Math matters
Sixth grade landscape designers
Elena and Phillip really want a star-shaped pool in the backyard.
Chris and Sophia have a 50’ zipline!
Lael and Kate plan for a stand of oak and redbud trees and serviceberry bushes.
Annette Milne’s sixth graders are landscapers hired by Mr. and Mrs. Green to design their back yard. This week, they are working in teams and sketching ideas on graph paper. Soon, they will be calculating the area of their patios, pools and playhouses, and using it to determine costs of materials and the total budget. They'll also be considering their design's impact on the local eco-system.
“This hands-on math project folds in real-life use of geometry, scale models, multiplication and sustainability,” said math teacher Milne.
Working together
connect backyard decisions to sustainability – what supports life now and in the future
Thanks to a recent visit from local landscape designer Margi Corsello and staff developer Melissa Brady, the students are also creating an environmentally friendly yard for the Greens. The reimagined lesson embodies the District's vision that sustainability be folded into curriculum as it makes sense, to expand learning.
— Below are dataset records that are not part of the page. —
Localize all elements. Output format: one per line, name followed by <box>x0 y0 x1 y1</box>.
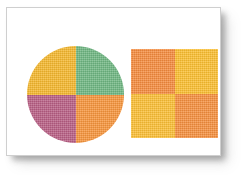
circle-quadrant-top-right <box>76 46 125 95</box>
checkerboard-square <box>131 49 218 138</box>
circle-quadrant-top-left-texture <box>27 46 76 95</box>
square-cell-top-right-texture <box>175 49 219 94</box>
circle-quadrant-bottom-left <box>27 95 76 144</box>
square-cell-top-right <box>175 49 219 94</box>
square-cell-top-left-texture <box>131 49 175 94</box>
square-cell-bottom-left-texture <box>131 94 175 139</box>
circle-quadrant-bottom-right-texture <box>76 95 125 144</box>
square-cell-bottom-right <box>175 94 219 139</box>
figure-root <box>0 0 248 175</box>
quadrant-circle <box>27 46 124 143</box>
circle-quadrant-top-right-texture <box>76 46 125 95</box>
circle-quadrant-bottom-left-texture <box>27 95 76 144</box>
circle-quadrant-top-left <box>27 46 76 95</box>
square-cell-top-left <box>131 49 175 94</box>
square-cell-bottom-right-texture <box>175 94 219 139</box>
circle-quadrant-bottom-right <box>76 95 125 144</box>
figure-card <box>6 7 221 156</box>
square-cell-bottom-left <box>131 94 175 139</box>
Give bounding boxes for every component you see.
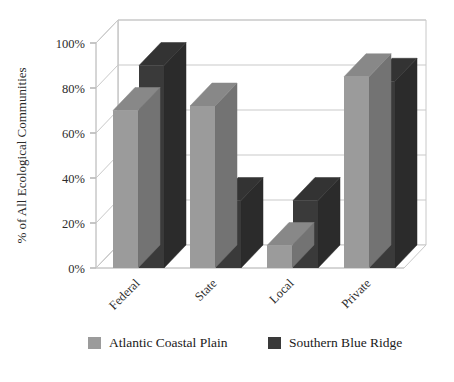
bar-side-face — [395, 58, 417, 268]
x-tick-label-state: State — [192, 276, 220, 304]
bar-side-face — [369, 54, 391, 268]
bar-federal-1[interactable] — [113, 88, 160, 269]
bar-side-face — [164, 43, 186, 269]
bar-private-1[interactable] — [344, 54, 391, 268]
y-tick-label: 60% — [62, 127, 85, 141]
legend-item-2[interactable]: Southern Blue Ridge — [268, 335, 402, 350]
y-tick-label: 0% — [68, 262, 85, 276]
bar-side-face — [215, 83, 237, 268]
x-tick-label-local: Local — [267, 276, 297, 306]
y-tick-label: 100% — [56, 37, 85, 51]
legend-item-1[interactable]: Atlantic Coastal Plain — [88, 335, 228, 350]
chart-legend: Atlantic Coastal PlainSouthern Blue Ridg… — [88, 335, 402, 350]
y-tick-label: 80% — [62, 82, 85, 96]
y-axis-title: % of All Ecological Communities — [14, 67, 29, 243]
bar-state-1[interactable] — [190, 83, 237, 268]
bar-side-face — [138, 88, 160, 269]
legend-label: Southern Blue Ridge — [289, 335, 402, 350]
legend-swatch — [88, 337, 101, 349]
y-axis-title-group: % of All Ecological Communities — [14, 67, 29, 243]
legend-label: Atlantic Coastal Plain — [109, 335, 228, 350]
bar-front-face — [190, 106, 215, 268]
chart-container: 0%20%40%60%80%100%FederalStateLocalPriva… — [0, 0, 454, 382]
bar-front-face — [267, 246, 292, 269]
y-tick-label: 20% — [62, 217, 85, 231]
bar-front-face — [344, 77, 369, 268]
bar-chart: 0%20%40%60%80%100%FederalStateLocalPriva… — [0, 0, 454, 382]
y-tick-label: 40% — [62, 172, 85, 186]
legend-swatch — [268, 337, 281, 349]
x-tick-label-federal: Federal — [106, 276, 143, 313]
bar-front-face — [113, 111, 138, 269]
bar-group-private — [344, 54, 417, 268]
x-tick-label-private: Private — [339, 276, 374, 311]
x-axis-labels: FederalStateLocalPrivate — [106, 276, 374, 313]
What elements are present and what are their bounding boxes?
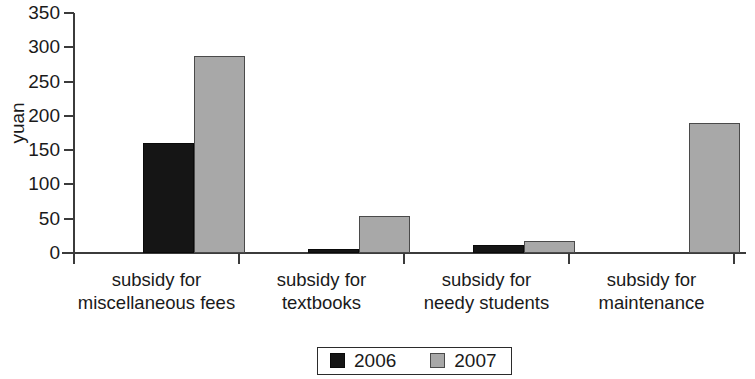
y-axis-tick-value: 200: [4, 106, 60, 125]
category-label-3: subsidy forneedy students: [398, 268, 575, 314]
plot-area: [74, 13, 734, 253]
y-axis-tick-label: 350: [0, 3, 60, 22]
y-axis-tick-value: 350: [4, 3, 60, 22]
category-label-line: miscellaneous fees: [68, 291, 245, 314]
bar-2006-1: [143, 143, 194, 253]
category-label-line: subsidy for: [68, 268, 245, 291]
legend-item-2007: 2007: [430, 351, 496, 370]
y-axis-tick-value: 0: [4, 243, 60, 262]
x-axis-tick-mark: [238, 253, 240, 264]
category-label-2: subsidy fortextbooks: [233, 268, 410, 314]
x-axis-tick-mark: [568, 253, 570, 264]
legend-label: 2006: [354, 351, 396, 370]
legend-item-2006: 2006: [330, 351, 396, 370]
y-axis-tick-label: 300: [0, 37, 60, 56]
y-axis-tick-label: 50: [0, 209, 60, 228]
bar-2006-2: [308, 249, 359, 253]
bar-2007-3: [524, 241, 575, 253]
bar-2006-3: [473, 245, 524, 253]
y-axis-tick-label: 150: [0, 140, 60, 159]
y-axis-tick-value: 250: [4, 72, 60, 91]
black-square-swatch: [330, 353, 345, 368]
category-label-4: subsidy formaintenance: [563, 268, 740, 314]
y-axis-tick-value: 50: [4, 209, 60, 228]
x-axis-tick-mark: [73, 253, 75, 264]
category-label-line: subsidy for: [233, 268, 410, 291]
y-axis-tick-label: 0: [0, 243, 60, 262]
y-axis-tick-label: 250: [0, 72, 60, 91]
bar-2007-1: [194, 56, 245, 253]
category-label-line: subsidy for: [563, 268, 740, 291]
category-label-line: textbooks: [233, 291, 410, 314]
category-label-line: maintenance: [563, 291, 740, 314]
x-axis-tick-mark: [403, 253, 405, 264]
y-axis-tick-label: 100: [0, 174, 60, 193]
bar-chart: yuan 050100150200250300350 subsidy formi…: [0, 0, 755, 379]
gray-square-swatch: [430, 353, 445, 368]
y-axis-tick-value: 300: [4, 37, 60, 56]
x-axis-tick-mark: [733, 253, 735, 264]
y-axis-tick-label: 200: [0, 106, 60, 125]
category-label-1: subsidy formiscellaneous fees: [68, 268, 245, 314]
bar-2007-2: [359, 216, 410, 253]
bar-2007-4: [689, 123, 740, 253]
chart-legend: 20062007: [317, 347, 512, 375]
y-axis-tick-value: 100: [4, 174, 60, 193]
legend-label: 2007: [454, 351, 496, 370]
category-label-line: needy students: [398, 291, 575, 314]
y-axis-tick-value: 150: [4, 140, 60, 159]
category-label-line: subsidy for: [398, 268, 575, 291]
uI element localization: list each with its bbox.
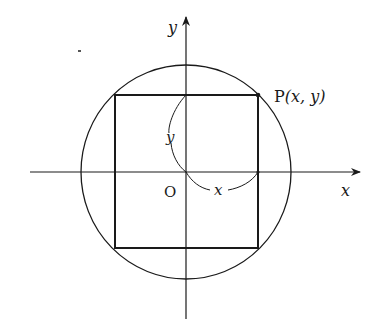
width-dimension-label: x [214,181,223,199]
stray-mark [78,50,81,52]
point-p-coords: (x, y) [285,87,326,106]
height-dimension-label: y [165,128,175,146]
x-axis-label: x [341,181,350,200]
point-p-name: P [274,87,285,106]
y-axis-label: y [167,18,178,37]
origin-label: O [164,183,176,201]
point-p-label: P(x, y) [274,87,325,106]
diagram-canvas: y x O P(x, y) y x [0,0,382,331]
point-p [256,93,261,98]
Corsello expanded students’ understanding of yards as habitats—attracting pollinators, supporting ecosystems and biodiversity—using Bedford 2030 Healthy Yards tips as a guide They role-played a scenario in which a squirrel, ruby-throated hummingbird and monarch butterfly visited a neighborhood looking for food. The only habitat that supported the animals had oak trees, red columbine flowers and milkweed.
math teacher annette milne
healthy yards
“The two most important things you can do to make a backyard sustainable are to reduce the size of the lawn and use native plants—and a lot of them,” said Corsello.
As students find their way through the complex web of considerations, Milne eagerly anticipates their final designs.
She wonders if students will recommend to the Greens that they purchase a used fire pits or playground equipment, or substitute clover for grass. One team has already specified bamboo wood, a fast-growing, durable material, for their deck. “This is the first year we’ve added sustainability to this project,” she said. “It’s exciting—and we are all learning!”